Northern Ireland

Covid-19 international travel quarantine rules relaxed

The Executive has agreed to allow Uefa VIP guests and Villarreal fans to travel to attend the Super Cup in Belfast on August 11 without the need to isolate. Picture by Gareth Fuller, Press Association
The Executive has agreed to allow Uefa VIP guests and Villarreal fans to travel to attend the Super Cup in Belfast on August 11 without the need to isolate. Picture by Gareth Fuller, Press Association The Executive has agreed to allow Uefa VIP guests and Villarreal fans to travel to attend the Super Cup in Belfast on August 11 without the need to isolate. Picture by Gareth Fuller, Press Association

Stormont has agreed to follow a rule change to international travel adopted by Britain and allow travellers from EU amber countries and the US who are fully vaccinated to enter without the need to quarantine from Monday August 2.

The Executive has also agreed to allow Uefa VIP guests and Villarreal fans to travel to attend the Super Cup in Belfast on August 11 without the need to isolate.

Chelsea fans travelling from England for the showpiece match are already not subject to any travel restrictions.

Ministers have also agreed to the return of international cruise travel in and out of Northern Ireland from Saturday July 31.

Managed isolation arrangements for international students arriving from red list countries ahead of the new academic term have also been approved. These arrangements will come into effect on August 9.

Ministers also signed off on a bespoke Covid-19 testing regime for international travellers whose jobs qualify them for isolation exemptions. This will come into effect on Monday August 2.

Some of the rules and guidance around social distancing have also been relaxed.

All indoor settings will apply a one-metre distance rule. This will bring retail and shopping centres, where a two-metre rule currently applies, into line with the regulation for other indoor venues such as hospitality outlets.

In outdoor settings, social distancing is not a requirement and is instead urged in guidance. The guidance had urged two metres as an appropriate distance. Guidance will now change to urge a distance of between one to two metres.

Executive ministers have also extended a decision on allowing the full return of live music at theatres and concert venues to cover other indoor venues, such as hotel function rooms and community halls.

There will be no restriction on volume level.

Dancing will not be permitted at indoor events and a social distance of one metre will be required.

Decisions around the use of face masks in schools and on whether to allow the return of conferences and exhibitions have been pushed back to the Executive's next meeting on August 12.

It comes as two more people with Covid-19 have died and a futher 1,471 people have been diagnosed with the disease, the Department of Health has confirmed.

The death toll stands at 2,178. The seven-day infection rate is 482.8 per 100,000 of the population.

There are 31 people with Covid-19 receiving specialist care in ICU and 25 of them are on ventilators while 234 people who have tested positive for Covid-19 are in hospital.

There are now 80 outbreaks in care homes across the north.

Justice Minister Naomi Long said the purpose of relaxation of some Covid regulations agreed by the Executive was to make it easier for people to understand the rules.

"The purpose of most of the changes that were made today was to try to simplify the regulations so that people have a clear understanding of how the rules will apply," she told the BBC.

"With relaxations - and this happened in the phase we went through last summer - you get into these situations where there are anomalies and it is important that every so often we take stock and we try to simplify them because what we know from experience is that adherence has been pretty good in terms of people sticking to the regulations where they are clear and where they understand them.

"So, simplifying the rules, and that includes the rules around international travel, so that people in England and Wales are following the same rules as people in Scotland and Northern Ireland, actually assists people in terms of being able to keep in line with the rules.

"Of course, it is a concern and I would continue to encourage people to do all the things we have been asking them to do."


- INSTRUCTIONS TO FOLLOW
Return the records exactly as they stand, and keep the pictures out of the copy.

- DATA SHOWN
=== Begin Enclosure ===

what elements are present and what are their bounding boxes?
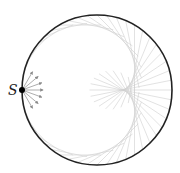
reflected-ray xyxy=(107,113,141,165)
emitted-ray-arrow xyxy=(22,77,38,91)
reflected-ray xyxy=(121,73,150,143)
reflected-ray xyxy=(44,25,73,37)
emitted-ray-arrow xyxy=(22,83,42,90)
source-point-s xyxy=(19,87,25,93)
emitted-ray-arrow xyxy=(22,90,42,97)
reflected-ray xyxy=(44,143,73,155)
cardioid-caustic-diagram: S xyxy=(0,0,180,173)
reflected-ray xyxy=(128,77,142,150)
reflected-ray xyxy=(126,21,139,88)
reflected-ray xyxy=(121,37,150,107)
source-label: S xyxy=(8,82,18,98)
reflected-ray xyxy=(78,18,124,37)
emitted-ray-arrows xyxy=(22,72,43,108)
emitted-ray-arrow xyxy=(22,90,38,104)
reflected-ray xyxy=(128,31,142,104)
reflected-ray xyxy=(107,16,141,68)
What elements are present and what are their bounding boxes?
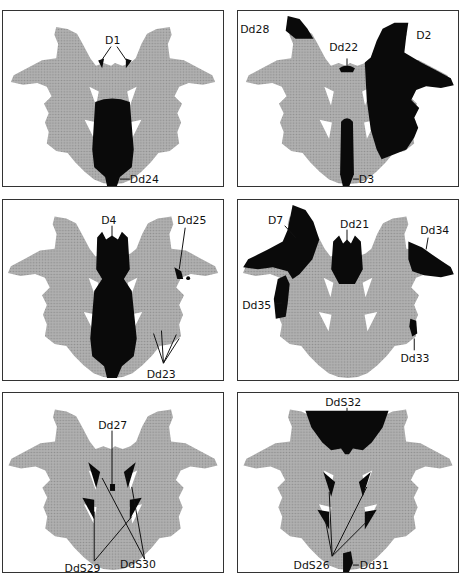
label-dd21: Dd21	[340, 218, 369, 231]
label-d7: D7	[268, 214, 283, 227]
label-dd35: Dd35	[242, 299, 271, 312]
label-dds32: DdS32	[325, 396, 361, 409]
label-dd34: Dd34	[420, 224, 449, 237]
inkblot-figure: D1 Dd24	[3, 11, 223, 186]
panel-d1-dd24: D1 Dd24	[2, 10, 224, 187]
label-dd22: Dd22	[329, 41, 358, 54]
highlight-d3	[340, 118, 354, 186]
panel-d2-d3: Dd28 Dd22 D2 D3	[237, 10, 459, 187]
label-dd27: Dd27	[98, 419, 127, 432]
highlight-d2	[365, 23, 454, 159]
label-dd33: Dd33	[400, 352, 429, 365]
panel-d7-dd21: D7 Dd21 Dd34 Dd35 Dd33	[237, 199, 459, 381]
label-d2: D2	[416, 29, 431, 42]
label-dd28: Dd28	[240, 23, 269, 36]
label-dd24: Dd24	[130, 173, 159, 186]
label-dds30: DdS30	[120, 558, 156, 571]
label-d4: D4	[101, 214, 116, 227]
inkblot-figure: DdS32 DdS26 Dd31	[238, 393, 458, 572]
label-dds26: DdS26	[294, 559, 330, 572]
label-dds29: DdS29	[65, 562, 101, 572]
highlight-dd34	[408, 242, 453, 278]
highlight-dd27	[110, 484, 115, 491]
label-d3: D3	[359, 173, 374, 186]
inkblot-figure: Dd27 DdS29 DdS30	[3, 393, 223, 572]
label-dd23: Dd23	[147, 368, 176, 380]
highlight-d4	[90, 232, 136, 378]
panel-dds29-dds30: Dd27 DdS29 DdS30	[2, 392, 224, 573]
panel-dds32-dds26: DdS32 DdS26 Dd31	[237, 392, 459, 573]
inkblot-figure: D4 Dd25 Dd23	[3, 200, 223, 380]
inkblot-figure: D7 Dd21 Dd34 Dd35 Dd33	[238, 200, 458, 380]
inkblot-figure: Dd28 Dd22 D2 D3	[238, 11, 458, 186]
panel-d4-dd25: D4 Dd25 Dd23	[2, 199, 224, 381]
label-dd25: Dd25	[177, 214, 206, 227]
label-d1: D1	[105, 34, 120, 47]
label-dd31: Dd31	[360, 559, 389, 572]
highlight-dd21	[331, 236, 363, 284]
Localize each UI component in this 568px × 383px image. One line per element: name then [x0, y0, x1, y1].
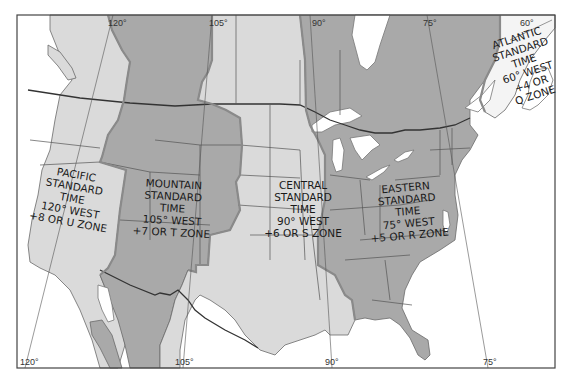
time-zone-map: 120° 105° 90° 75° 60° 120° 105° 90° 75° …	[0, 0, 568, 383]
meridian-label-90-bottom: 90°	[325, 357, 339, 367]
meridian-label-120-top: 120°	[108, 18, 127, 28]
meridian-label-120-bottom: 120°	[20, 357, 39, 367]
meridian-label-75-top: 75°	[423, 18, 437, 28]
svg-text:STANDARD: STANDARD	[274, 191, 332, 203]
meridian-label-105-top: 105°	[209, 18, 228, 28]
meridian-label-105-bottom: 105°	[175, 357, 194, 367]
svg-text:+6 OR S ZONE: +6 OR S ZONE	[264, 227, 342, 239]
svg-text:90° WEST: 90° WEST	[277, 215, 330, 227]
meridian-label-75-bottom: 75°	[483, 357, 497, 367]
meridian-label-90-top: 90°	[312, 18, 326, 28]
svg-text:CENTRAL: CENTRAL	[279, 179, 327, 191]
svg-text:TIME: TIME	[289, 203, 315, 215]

=== End Enclosure ===

- RESULT FOR THIS TASK
what elements are present and what are their bounding boxes?
reflected-ray xyxy=(107,113,141,165)
emitted-ray-arrow xyxy=(22,77,38,91)
reflected-ray xyxy=(121,73,150,143)
reflected-ray xyxy=(44,25,73,37)
emitted-ray-arrow xyxy=(22,83,42,90)
source-point-s xyxy=(19,87,25,93)
emitted-ray-arrow xyxy=(22,90,42,97)
reflected-ray xyxy=(44,143,73,155)
cardioid-caustic-diagram: S xyxy=(0,0,180,173)
reflected-ray xyxy=(128,77,142,150)
reflected-ray xyxy=(126,21,139,88)
reflected-ray xyxy=(121,37,150,107)
source-label: S xyxy=(8,82,18,98)
reflected-ray xyxy=(78,18,124,37)
emitted-ray-arrows xyxy=(22,72,43,108)
emitted-ray-arrow xyxy=(22,90,38,104)
reflected-ray xyxy=(128,31,142,104)
reflected-ray xyxy=(107,16,141,68)
What elements are present and what are their bounding boxes?
label-dd21: Dd21	[340, 218, 369, 231]
label-d7: D7	[268, 214, 283, 227]
label-dd35: Dd35	[242, 299, 271, 312]
label-dds32: DdS32	[325, 396, 361, 409]
label-dd34: Dd34	[420, 224, 449, 237]
inkblot-figure: D1 Dd24	[3, 11, 223, 186]
panel-d1-dd24: D1 Dd24	[2, 10, 224, 187]
label-dd22: Dd22	[329, 41, 358, 54]
highlight-d3	[340, 118, 354, 186]
panel-d2-d3: Dd28 Dd22 D2 D3	[237, 10, 459, 187]
label-dd27: Dd27	[98, 419, 127, 432]
highlight-d2	[365, 23, 454, 159]
label-dd33: Dd33	[400, 352, 429, 365]
panel-d7-dd21: D7 Dd21 Dd34 Dd35 Dd33	[237, 199, 459, 381]
label-d2: D2	[416, 29, 431, 42]
label-dd28: Dd28	[240, 23, 269, 36]
label-dd24: Dd24	[130, 173, 159, 186]
label-dds30: DdS30	[120, 558, 156, 571]
label-d4: D4	[101, 214, 116, 227]
inkblot-figure: DdS32 DdS26 Dd31	[238, 393, 458, 572]
label-dds26: DdS26	[294, 559, 330, 572]
label-dds29: DdS29	[65, 562, 101, 572]
highlight-dd34	[408, 242, 453, 278]
highlight-dd27	[110, 484, 115, 491]
label-d3: D3	[359, 173, 374, 186]
inkblot-figure: Dd27 DdS29 DdS30	[3, 393, 223, 572]
label-dd23: Dd23	[147, 368, 176, 380]
highlight-d4	[90, 232, 136, 378]
panel-dds29-dds30: Dd27 DdS29 DdS30	[2, 392, 224, 573]
panel-dds32-dds26: DdS32 DdS26 Dd31	[237, 392, 459, 573]
inkblot-figure: D4 Dd25 Dd23	[3, 200, 223, 380]
inkblot-figure: D7 Dd21 Dd34 Dd35 Dd33	[238, 200, 458, 380]
inkblot-figure: Dd28 Dd22 D2 D3	[238, 11, 458, 186]
panel-d4-dd25: D4 Dd25 Dd23	[2, 199, 224, 381]
label-dd25: Dd25	[177, 214, 206, 227]
label-d1: D1	[105, 34, 120, 47]
label-dd31: Dd31	[360, 559, 389, 572]
highlight-dd21	[331, 236, 363, 284]
Localize each UI component in this 568px × 383px image. One line per element: name then [x0, y0, x1, y1].
time-zone-map: 120° 105° 90° 75° 60° 120° 105° 90° 75° …	[0, 0, 568, 383]
meridian-label-90-bottom: 90°	[325, 357, 339, 367]
meridian-label-120-top: 120°	[108, 18, 127, 28]
meridian-label-120-bottom: 120°	[20, 357, 39, 367]
meridian-label-75-top: 75°	[423, 18, 437, 28]
svg-text:STANDARD: STANDARD	[274, 191, 332, 203]
meridian-label-105-top: 105°	[209, 18, 228, 28]
meridian-label-105-bottom: 105°	[175, 357, 194, 367]
svg-text:+6 OR S ZONE: +6 OR S ZONE	[264, 227, 342, 239]
svg-text:90° WEST: 90° WEST	[277, 215, 330, 227]
meridian-label-75-bottom: 75°	[483, 357, 497, 367]
meridian-label-90-top: 90°	[312, 18, 326, 28]
svg-text:CENTRAL: CENTRAL	[279, 179, 327, 191]
svg-text:TIME: TIME	[289, 203, 315, 215]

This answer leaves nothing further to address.